Wood's horror of this world so blinds him that he wrongly singles out as an example of mere "smirking" a passage in Franzen's "The Corrections." In it, a character ruminates on "corporate gardens," manicured spaces he has enjoyed as "backdrops for the pageant of privilege" while knowing that it is "vital not to come to them in need." The lines reflect this man's wary attitude toward the business he works in. Minus one (admittedly too fancy) word, the passage conveys just the sort of revelation that Wood would marvel over if it instead described Sicilian peasants or the withering remnants of the pre-Revolutionary Russian aristocracy. But he can't see this because he is offended at being made to consider corporate plazas as an unavoidable fixture of life. "Who would ever 'ask too much'" of one, he asks furiously, when the answer is obvious: Someone who had noplace else to go at the moment -- that is, a disconsolate white-collar worker, the sort of person this character half-fears he may one day be.
The line between the amusingly clever and the too clever, between the interesting description and the egregious info-dump, can only be plotted subjectively.
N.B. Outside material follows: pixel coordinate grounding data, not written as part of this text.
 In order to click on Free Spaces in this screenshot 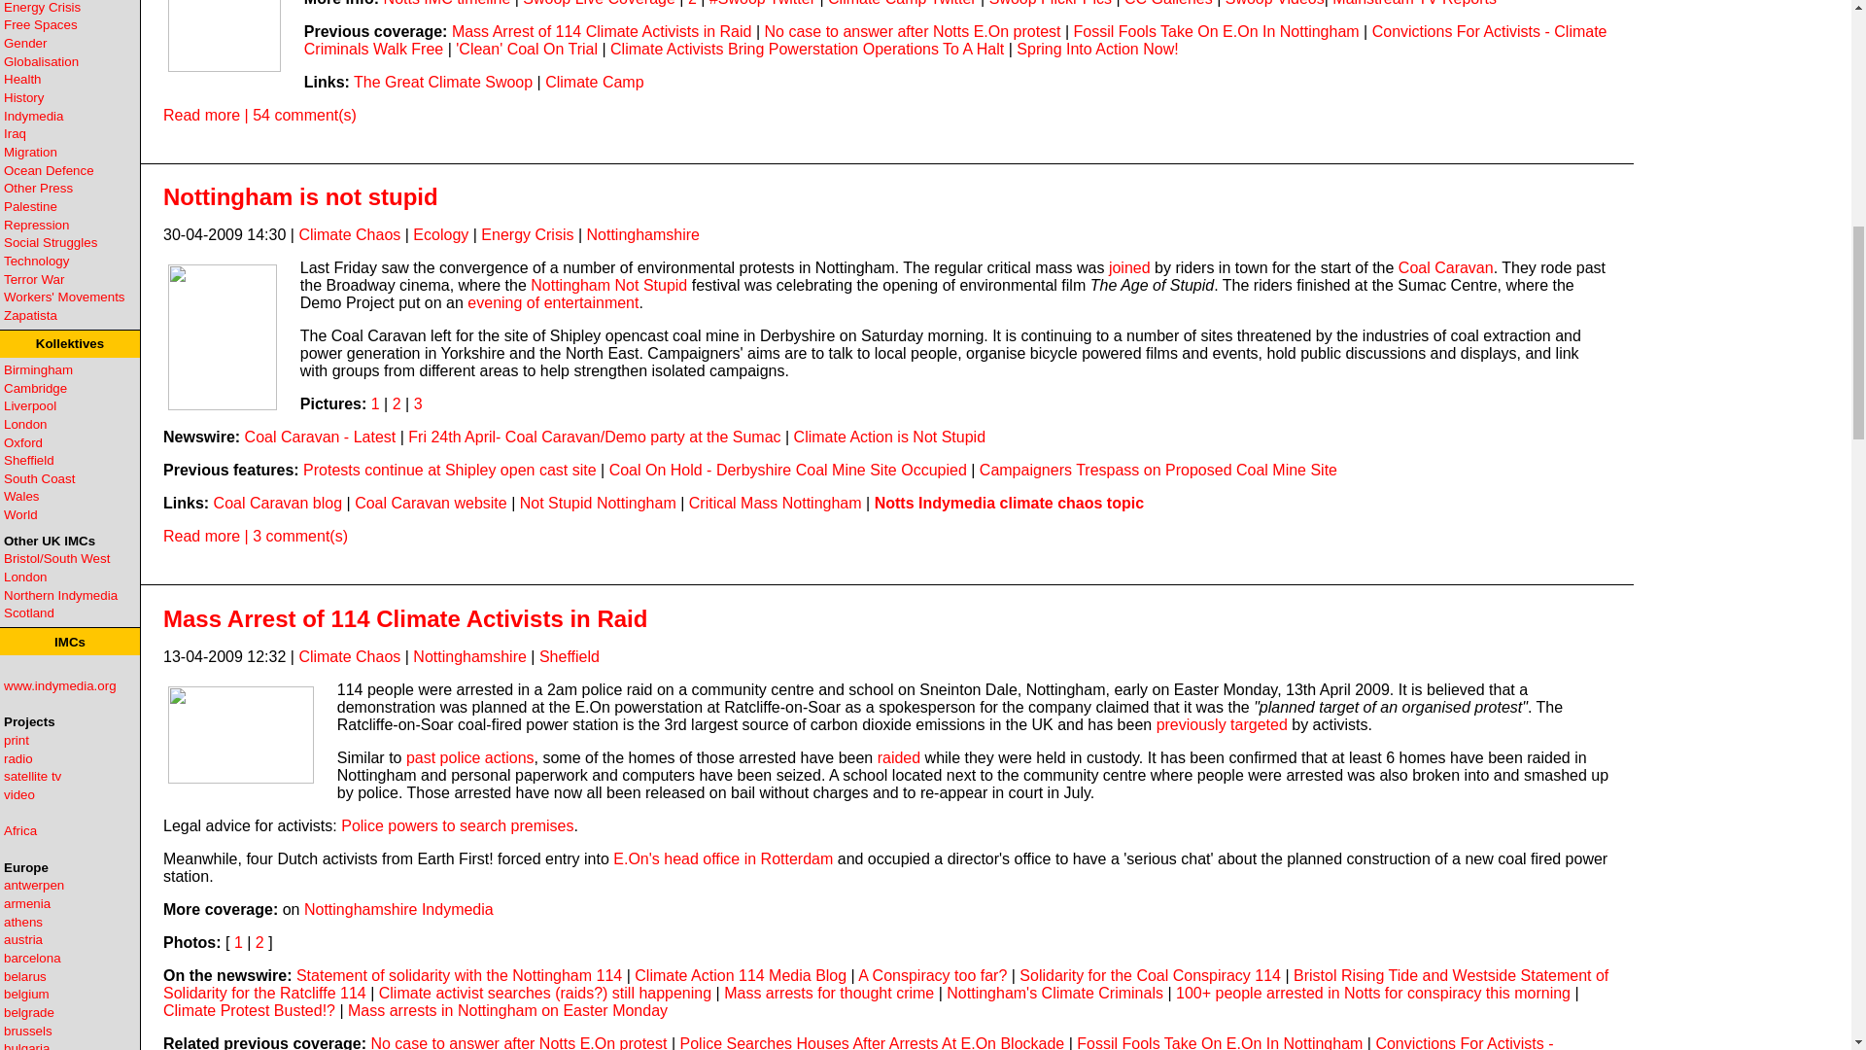, I will do `click(41, 25)`.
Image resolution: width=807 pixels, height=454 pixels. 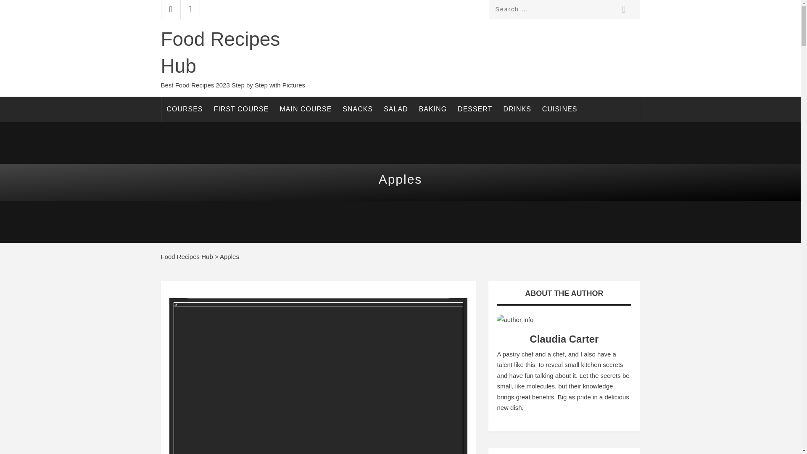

Criticism's task is to articulate that subjectivity so that even those who don't share it can see it in three dimensions. Wood does this beautifully, he erects a critical structure that's undeniably coherent; you can walk in and have a look around. It's just that once you get inside, the accommodations turn out to be pretty Spartan and the window shades are always pulled down.
With Dale Peck, we're talking about subjectivity of an entirely different order. He is notorious for commencing his reviews with rhetorical detonations ("Rick Moody is the worst writer of his generation" being the most famous example). What provokes less comment is his penchant for backpedaling later on in the piece (or in later statements), allowing that the author in question has talent or something valid to say, and is simply so grievously misguided that only a fearsome critical walloping can possibly knock him back on track. Critics have not hesitated to point out that Peck's "I'm only beating you for your own good" stance resonates creepily with his autobiographical writings about his abusive father.
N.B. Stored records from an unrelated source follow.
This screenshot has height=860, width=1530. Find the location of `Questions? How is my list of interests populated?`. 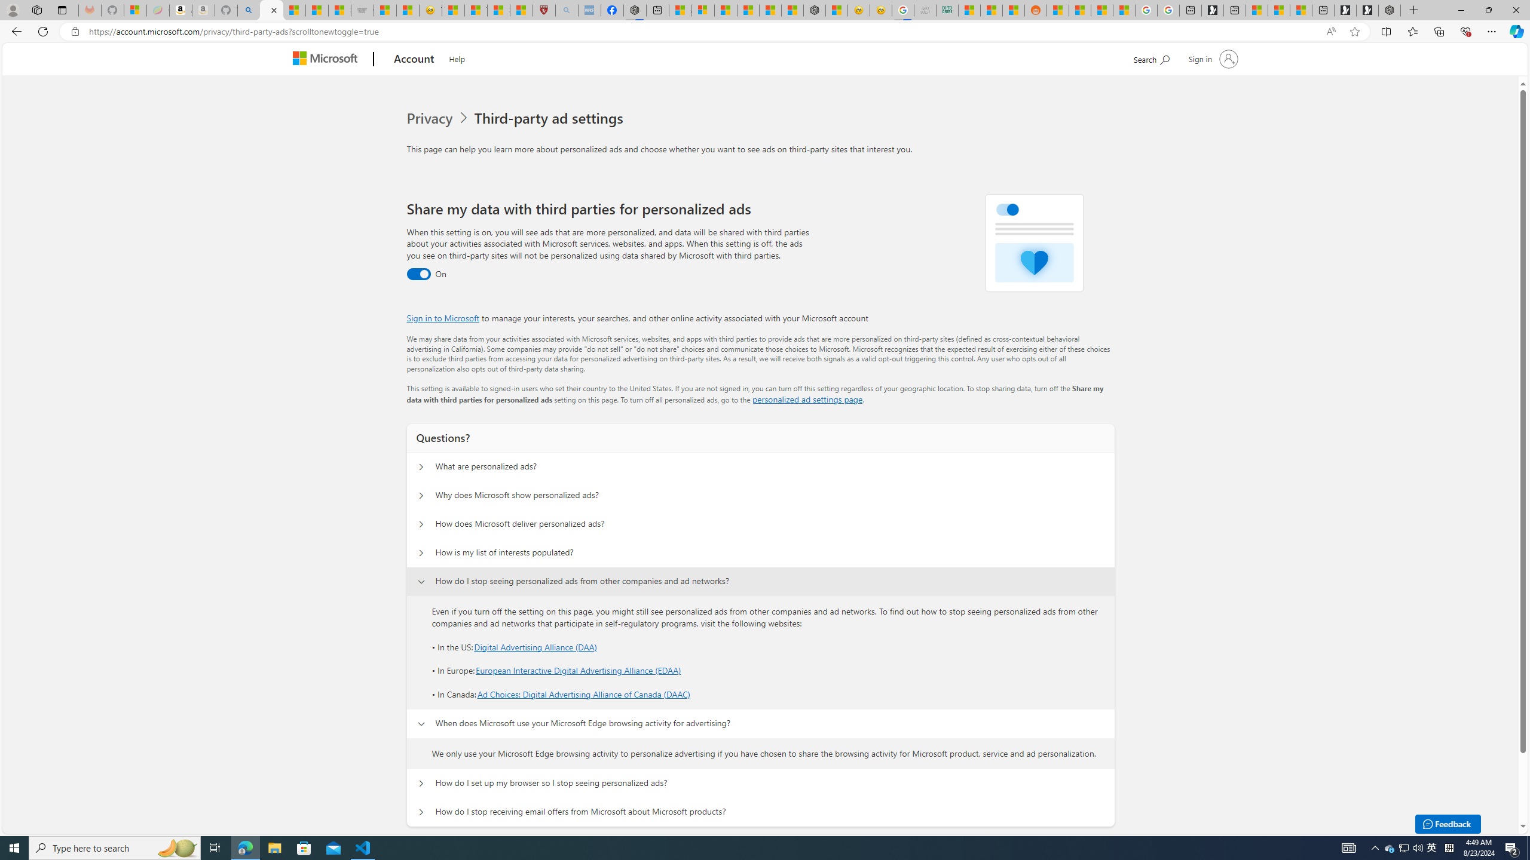

Questions? How is my list of interests populated? is located at coordinates (421, 553).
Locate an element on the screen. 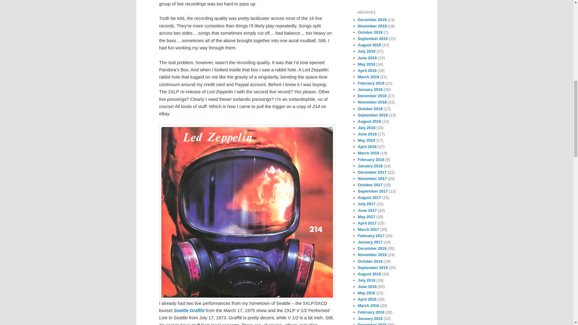 The width and height of the screenshot is (578, 325). May 2019 is located at coordinates (366, 64).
But Peck isn't merely a bully, and he certainly isn't stupid. Whatever authority others invest in him as an occasional reviewer at the New Republic, he still feels like an outsider, and with cause. He is a gay man from a working-class background and, perhaps hardest of all, a minor novelist, well acquainted with the business end of a stinging review. When he isn't hopelessly enmeshed in his own tangled motivations, he can be an astute and even sensitive critic. His essay on Kurt Vonnegut, one of only two approving pieces in the otherwise aptly titled "Hatchet Jobs," is moving and rather brave; for a critic so intent on demonstrating his own intellect and discrimination, it takes some guts to embrace an author often written off as middlebrow.
"The Irresponsible Self: On Laughter and the Novel"
By James Wood
Farrar, Straus and Giroux
312 pages
Essays
Most of the essays in "Hatchet Jobs" lack that kind of courage or clarity, however. Whatever flashes of wit and perception Peck shows, and notwithstanding the extensive knowledge of English grammar and nonreproductive sexual practices he makes a point of showing off whenever possible, the emotional tone here most powerfully suggests the diary of a bright but angry 14-year-old girl. It is petulant and muddled and, underneath that, hurt.
So great is the sway of these feelings that Peck, who obviously prides himself on his close readings, makes a particularly telling mistake. He's quoting a passage from Franzen's 1996 Harper's essay that in turn quotes a letter from David Foster Wallace, whose novel Peck is reviewing. Wallace is lamenting the difficulty of finding "any real sort of felt community" in "a contemporary culture of mass-marketed images and atomized self-interest." Wallace writes that "we're all alienated," but that "the guys who write directly about and at the present culture" -- who are, he says, mostly straight white men -- are particularly confused because they are supposed to constitute the mainstream and therefore can't even find solidarity in an oppositional subculture. "It's not just something to bitch about at wine-and-cheese parties," he insists.